Sustainable Innovation in Data Centre Design: From Seawater Cooling to Green Infrastructure
Source: Google Data Centers. ‘An overhead view of one of our cooling plants in Hamina, where seawater from the Gulf of Finland entirely cools the data center there.’
Technology infrastructure like data centres remain mission-critical — powering everything from global business to AI, cloud, and connectivity. And while developers and hyperscalers continue to scale up facility builds, there’s a growing wave of sustainability-led innovation shaping how these sites are designed, built, and operated.
Google’s Hamina facility in Finland taps into seawater cooling from the Gulf of Finland, running chilled deep-sea water through heat exchangers to cool servers — entirely eliminating energy-intensive chillers.
Meanwhile, Meta’s Odense, Denmark campus captures ~215 GWh of waste heat annually — powering its district heating network and heating ~12,000 homes.
In Stockholm, data centres already feed into the city’s heat grid. Systems like ‘Stockholm Data Parks’ aim to repurpose data-centre heat to supply up to 10% of urban heating by 2035, with about 3.5% currently reported.
AI workloads are also becoming more efficient. Google recently reported that the median Gemini text query consumes just 0.24 Wh of energy — about nine seconds of watching TV. More importantly, energy use per query has dropped 33x in the past year, while the associated carbon footprint has fallen 44x (Google Research). This shows that as demand for compute accelerates, innovation is making each query dramatically less energy-intensive.

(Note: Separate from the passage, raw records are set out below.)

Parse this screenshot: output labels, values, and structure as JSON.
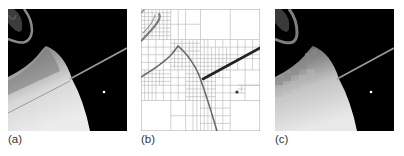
{
  "figure": {
    "panels": [
      {
        "id": "a",
        "label": "(a)",
        "content": "original-image"
      },
      {
        "id": "b",
        "label": "(b)",
        "content": "quadtree-decomposition"
      },
      {
        "id": "c",
        "label": "(c)",
        "content": "reconstructed-image"
      }
    ],
    "colors": {
      "background": "#000000",
      "planet_light": "#e6e6e6",
      "planet_mid": "#9a9a9a",
      "grid_line": "#b0b0b0",
      "edge_dark": "#3a3a3a"
    }
  }
}
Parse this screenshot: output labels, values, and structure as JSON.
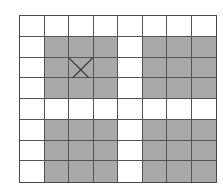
{
  "diagram": {
    "type": "grid",
    "rows": 8,
    "cols": 8,
    "colors": {
      "white": "#ffffff",
      "gray": "#a9a9a9",
      "line": "#555555"
    },
    "cells": [
      [
        0,
        0,
        0,
        0,
        0,
        0,
        0,
        0
      ],
      [
        0,
        1,
        1,
        1,
        0,
        1,
        1,
        1
      ],
      [
        0,
        1,
        1,
        1,
        0,
        1,
        1,
        1
      ],
      [
        0,
        1,
        1,
        1,
        0,
        1,
        1,
        1
      ],
      [
        0,
        0,
        0,
        0,
        0,
        0,
        0,
        0
      ],
      [
        0,
        1,
        1,
        1,
        0,
        1,
        1,
        1
      ],
      [
        0,
        1,
        1,
        1,
        0,
        1,
        1,
        1
      ],
      [
        0,
        1,
        1,
        1,
        0,
        1,
        1,
        1
      ]
    ],
    "marks": [
      {
        "row": 2,
        "col": 2,
        "symbol": "X"
      }
    ]
  }
}
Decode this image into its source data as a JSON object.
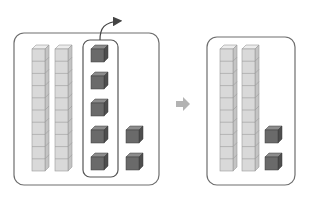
{
  "diagram": {
    "colors": {
      "panel_border": "#6e6e6e",
      "rod_face": "#d9d9d9",
      "rod_top": "#ececec",
      "rod_side": "#c4c4c4",
      "rod_line": "#9a9a9a",
      "unit_face": "#6a6a6a",
      "unit_top": "#8c8c8c",
      "unit_side": "#4e4e4e",
      "arrow": "#b3b3b3",
      "curve_arrow": "#444444"
    },
    "left_panel": {
      "tens_rods": 2,
      "cubes_per_rod": 10,
      "grouped_units": 5,
      "extra_units": 2
    },
    "transition_arrow": "right-arrow",
    "right_panel": {
      "tens_rods": 2,
      "cubes_per_rod": 10,
      "units": 2
    }
  }
}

The same principle applies to physical infrastructure. From seawater cooling to waste-heat reuse, world-class facilities are embedding sustainability into their very design — accelerating growth while delivering efficiency, performance, and community benefits at scale.
At PGP, we deliver on-the-ground impact with sustainable infrastructure that matters.

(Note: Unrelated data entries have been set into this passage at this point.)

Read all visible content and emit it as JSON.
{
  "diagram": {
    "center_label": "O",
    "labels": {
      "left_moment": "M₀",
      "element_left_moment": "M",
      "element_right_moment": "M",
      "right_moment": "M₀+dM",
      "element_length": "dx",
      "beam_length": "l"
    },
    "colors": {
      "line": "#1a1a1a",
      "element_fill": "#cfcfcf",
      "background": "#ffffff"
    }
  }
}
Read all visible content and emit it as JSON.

Through our partnership with Viritopia, we help clients install:
→ Living green roofs that boost insulation, reduce heat absorption, and support urban biodiversity
→ Green walls that sequester CO₂, enhance facades, and absorb stormwater
→ Full systems integration for rainwater management, habitat creation, aesthetic enhancement, and long-term resilience
These solutions are modular, scalable, cost-effective, and increasingly seen as essentials by planners, occupiers, and climate-conscious investors and customers.